Saturday, September 3, 2016

Garden

Around 2006–07, the trees which made Bengaluru the “Garden City” absconded overnight. The city had to suffer through various projects like road widening and metro construction, all of which needed century-old trees to be torn down. A 33-year-old software engineer, hailing from the north but unconditionally in love with the green glory of the south where he worked as an IT professional, answered the wake-up call of nature that most others turned a blind eye to. He made the decision to save Bengaluru’s greenery when he witnessed the brutal mass-felling of trees day after day. He simply could not wrap his head around what version of development this city was edging towards.
“Bangalore was heaven till 2005; there was no summer. It would rain here when the entire country used to burn in summer. But that glory started waning eight years ago. Every day, the trees I would pass and adore on my long commute to work were being brought down.” Wondering what hellish destiny awaited his beloved city if this kept up, he started visiting BBMP offices on weekends with some pressing questions surrounding these tree killings. “They never expected this from a guy who came from north India and was only working in Bangalore.
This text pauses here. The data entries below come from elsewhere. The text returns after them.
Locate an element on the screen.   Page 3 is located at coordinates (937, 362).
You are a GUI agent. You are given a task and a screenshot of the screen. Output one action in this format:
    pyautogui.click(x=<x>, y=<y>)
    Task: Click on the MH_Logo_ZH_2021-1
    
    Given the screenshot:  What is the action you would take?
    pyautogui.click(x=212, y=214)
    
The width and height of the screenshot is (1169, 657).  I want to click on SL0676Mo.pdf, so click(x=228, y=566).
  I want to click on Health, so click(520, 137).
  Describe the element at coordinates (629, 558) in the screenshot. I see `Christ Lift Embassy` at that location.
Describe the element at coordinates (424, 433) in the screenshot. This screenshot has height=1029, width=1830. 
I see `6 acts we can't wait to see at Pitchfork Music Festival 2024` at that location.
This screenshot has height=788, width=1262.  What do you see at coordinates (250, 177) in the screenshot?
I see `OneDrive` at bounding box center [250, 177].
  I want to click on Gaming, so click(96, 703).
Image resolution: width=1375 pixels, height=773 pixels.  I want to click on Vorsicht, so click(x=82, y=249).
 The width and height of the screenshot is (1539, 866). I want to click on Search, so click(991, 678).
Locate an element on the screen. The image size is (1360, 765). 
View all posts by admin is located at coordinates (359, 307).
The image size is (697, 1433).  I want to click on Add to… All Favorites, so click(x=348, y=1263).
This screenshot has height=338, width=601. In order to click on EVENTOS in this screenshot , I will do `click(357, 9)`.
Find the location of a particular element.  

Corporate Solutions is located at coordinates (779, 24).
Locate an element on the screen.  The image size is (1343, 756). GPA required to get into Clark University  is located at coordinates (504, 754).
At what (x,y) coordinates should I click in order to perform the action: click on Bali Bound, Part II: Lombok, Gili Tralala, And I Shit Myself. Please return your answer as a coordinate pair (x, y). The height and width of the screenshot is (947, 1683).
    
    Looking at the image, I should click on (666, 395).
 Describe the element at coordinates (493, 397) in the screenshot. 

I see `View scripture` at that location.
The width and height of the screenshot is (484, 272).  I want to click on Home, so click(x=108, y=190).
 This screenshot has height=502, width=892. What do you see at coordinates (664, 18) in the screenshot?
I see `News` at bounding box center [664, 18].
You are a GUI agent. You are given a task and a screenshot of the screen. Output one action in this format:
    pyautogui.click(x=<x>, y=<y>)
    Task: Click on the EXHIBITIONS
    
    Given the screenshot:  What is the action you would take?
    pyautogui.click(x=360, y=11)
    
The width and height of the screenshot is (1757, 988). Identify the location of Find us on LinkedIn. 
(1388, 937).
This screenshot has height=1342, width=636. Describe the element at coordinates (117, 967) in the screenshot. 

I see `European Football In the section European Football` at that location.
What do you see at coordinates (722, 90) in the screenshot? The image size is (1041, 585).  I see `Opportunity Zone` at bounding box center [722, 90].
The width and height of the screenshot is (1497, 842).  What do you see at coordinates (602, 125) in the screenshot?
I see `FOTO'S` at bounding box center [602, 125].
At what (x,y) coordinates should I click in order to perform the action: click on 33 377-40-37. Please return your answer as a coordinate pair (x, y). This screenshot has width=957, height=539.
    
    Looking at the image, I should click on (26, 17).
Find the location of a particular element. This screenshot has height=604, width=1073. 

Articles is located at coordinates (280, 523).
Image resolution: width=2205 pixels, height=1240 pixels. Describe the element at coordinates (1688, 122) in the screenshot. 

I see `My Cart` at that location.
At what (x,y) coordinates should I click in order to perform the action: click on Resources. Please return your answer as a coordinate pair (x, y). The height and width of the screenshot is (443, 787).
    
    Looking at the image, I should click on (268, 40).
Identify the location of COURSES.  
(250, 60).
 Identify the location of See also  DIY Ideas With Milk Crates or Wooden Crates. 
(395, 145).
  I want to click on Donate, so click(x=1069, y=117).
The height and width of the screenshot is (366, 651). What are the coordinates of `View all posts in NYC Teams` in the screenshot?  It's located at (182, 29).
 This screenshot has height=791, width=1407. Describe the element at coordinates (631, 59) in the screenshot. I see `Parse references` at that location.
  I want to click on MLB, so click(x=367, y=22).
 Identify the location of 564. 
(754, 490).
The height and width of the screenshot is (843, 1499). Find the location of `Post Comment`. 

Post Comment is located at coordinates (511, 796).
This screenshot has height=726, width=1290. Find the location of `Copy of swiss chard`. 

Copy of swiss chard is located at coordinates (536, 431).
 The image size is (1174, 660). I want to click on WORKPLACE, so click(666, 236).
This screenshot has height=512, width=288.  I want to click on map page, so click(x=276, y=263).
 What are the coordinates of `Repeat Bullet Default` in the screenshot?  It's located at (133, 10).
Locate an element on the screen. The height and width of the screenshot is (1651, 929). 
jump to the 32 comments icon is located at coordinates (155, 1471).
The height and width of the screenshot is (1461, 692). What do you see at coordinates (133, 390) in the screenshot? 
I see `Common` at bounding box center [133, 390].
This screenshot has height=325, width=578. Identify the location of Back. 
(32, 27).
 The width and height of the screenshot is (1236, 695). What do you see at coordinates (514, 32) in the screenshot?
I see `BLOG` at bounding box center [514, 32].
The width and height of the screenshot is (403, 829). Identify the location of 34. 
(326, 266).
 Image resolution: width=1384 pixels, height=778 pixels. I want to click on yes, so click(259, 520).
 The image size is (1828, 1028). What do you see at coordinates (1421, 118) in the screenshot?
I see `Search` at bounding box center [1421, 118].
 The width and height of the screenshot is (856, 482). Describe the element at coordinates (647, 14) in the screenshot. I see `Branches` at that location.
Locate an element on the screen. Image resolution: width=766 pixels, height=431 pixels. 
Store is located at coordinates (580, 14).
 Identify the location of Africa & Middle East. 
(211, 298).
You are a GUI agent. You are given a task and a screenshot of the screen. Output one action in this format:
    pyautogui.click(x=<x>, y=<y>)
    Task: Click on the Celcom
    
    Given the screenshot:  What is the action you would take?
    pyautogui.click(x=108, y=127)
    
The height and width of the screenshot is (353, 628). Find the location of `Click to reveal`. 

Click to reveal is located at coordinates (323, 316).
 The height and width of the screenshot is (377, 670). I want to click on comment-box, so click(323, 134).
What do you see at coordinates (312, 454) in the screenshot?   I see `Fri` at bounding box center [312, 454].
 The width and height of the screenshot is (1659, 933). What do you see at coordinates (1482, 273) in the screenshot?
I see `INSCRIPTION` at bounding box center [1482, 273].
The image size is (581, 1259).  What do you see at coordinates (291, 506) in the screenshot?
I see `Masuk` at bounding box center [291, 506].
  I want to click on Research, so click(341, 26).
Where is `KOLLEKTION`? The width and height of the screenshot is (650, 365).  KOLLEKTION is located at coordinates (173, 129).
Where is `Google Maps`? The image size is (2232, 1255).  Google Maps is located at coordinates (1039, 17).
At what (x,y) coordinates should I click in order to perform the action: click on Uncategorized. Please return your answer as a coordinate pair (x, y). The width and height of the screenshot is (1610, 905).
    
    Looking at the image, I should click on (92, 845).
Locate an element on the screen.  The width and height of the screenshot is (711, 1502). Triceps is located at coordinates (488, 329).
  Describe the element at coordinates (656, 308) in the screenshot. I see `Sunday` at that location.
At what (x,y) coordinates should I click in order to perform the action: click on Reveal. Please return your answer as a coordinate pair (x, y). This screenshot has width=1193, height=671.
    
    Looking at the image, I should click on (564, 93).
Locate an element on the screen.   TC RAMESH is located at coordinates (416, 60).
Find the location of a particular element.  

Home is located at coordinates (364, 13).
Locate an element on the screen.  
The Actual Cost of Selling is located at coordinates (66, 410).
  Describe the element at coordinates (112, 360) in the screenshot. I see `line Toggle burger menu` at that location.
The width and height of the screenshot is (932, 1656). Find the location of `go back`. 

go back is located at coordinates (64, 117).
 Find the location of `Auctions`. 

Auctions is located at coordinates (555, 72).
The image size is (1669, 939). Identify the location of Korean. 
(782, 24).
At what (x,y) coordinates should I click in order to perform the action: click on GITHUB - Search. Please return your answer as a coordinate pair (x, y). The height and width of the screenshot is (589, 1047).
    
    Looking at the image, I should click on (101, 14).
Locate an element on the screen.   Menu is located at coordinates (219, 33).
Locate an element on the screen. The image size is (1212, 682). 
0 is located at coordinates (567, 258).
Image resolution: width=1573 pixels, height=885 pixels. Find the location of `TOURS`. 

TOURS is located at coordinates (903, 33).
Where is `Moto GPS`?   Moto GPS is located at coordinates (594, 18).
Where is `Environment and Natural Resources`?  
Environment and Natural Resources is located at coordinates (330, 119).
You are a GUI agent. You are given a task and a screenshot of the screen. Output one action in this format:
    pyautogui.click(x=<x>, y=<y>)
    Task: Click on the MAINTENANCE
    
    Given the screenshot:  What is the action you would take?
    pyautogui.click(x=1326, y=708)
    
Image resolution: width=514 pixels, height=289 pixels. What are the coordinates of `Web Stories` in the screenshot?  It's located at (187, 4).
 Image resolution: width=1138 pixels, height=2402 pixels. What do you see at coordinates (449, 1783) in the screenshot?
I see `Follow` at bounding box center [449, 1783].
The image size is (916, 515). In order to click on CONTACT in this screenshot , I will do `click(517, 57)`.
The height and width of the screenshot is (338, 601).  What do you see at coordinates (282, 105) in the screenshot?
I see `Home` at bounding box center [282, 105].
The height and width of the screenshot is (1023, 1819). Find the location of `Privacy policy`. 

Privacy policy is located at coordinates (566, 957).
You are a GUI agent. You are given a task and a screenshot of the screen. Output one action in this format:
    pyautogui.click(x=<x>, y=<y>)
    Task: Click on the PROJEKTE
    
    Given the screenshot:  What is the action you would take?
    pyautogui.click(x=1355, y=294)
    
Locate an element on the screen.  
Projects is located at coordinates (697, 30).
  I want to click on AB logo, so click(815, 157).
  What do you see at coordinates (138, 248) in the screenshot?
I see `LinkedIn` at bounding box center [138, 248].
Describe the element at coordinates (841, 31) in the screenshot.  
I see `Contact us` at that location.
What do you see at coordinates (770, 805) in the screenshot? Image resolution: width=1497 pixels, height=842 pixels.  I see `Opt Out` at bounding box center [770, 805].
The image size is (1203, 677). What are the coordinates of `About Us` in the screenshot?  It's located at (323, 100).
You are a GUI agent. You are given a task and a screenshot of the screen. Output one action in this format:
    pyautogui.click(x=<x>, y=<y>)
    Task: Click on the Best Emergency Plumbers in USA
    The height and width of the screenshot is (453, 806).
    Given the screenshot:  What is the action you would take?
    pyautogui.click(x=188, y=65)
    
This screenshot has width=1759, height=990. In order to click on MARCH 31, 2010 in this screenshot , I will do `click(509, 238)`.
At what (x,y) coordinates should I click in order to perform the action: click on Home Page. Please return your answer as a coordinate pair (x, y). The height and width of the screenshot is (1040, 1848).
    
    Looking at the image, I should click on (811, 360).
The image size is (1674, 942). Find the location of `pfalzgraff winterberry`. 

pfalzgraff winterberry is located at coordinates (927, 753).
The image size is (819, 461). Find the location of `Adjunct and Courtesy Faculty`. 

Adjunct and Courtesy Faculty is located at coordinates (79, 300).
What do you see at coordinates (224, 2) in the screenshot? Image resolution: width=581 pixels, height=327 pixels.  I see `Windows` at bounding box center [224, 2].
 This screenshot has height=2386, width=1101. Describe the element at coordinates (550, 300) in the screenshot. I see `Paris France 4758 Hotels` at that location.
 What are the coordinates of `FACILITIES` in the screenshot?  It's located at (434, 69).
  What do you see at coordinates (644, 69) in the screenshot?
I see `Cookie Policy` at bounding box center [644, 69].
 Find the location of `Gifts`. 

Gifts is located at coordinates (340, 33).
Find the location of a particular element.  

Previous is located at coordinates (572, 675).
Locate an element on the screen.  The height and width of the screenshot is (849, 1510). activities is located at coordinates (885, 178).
Finally, I decided that I have to plant more and more trees to make sure Bangalore retains its green cover and my lovely Garden City remains a garden and not a concrete jungle,” says Kapil Gupta.
Keeping his day job as a software engineer, he decided to dedicate the entire remainder of his time to the initiative he coined, conceptualised, and christened ‘SayTrees.’ Aware of the fact that trees planted on the sides of the roads would always be in danger as roads widened, he started looking for places where development projects would not disturb the saplings — like any empty, unused land masses in the city, lakes, parks, etc.
A simple means to an all-powerful end, Kapil, a one-man army defending the green cover of a city identified by it, reduced the problem to bare bones, and worked out a super-rudimentary plan of action.
While laying the groundwork, he also noticed that corporates wanted to help, but lacked the resources to construct a roadmap and chart a trajectory. For such organisations, Kapil took it upon himself to lay the complete blueprint, get the resources and materials in order, set up the project and finally, hand the execution over to the corporate bodies on D-day, who would then turn it into a CSR activity that would engage all their employees.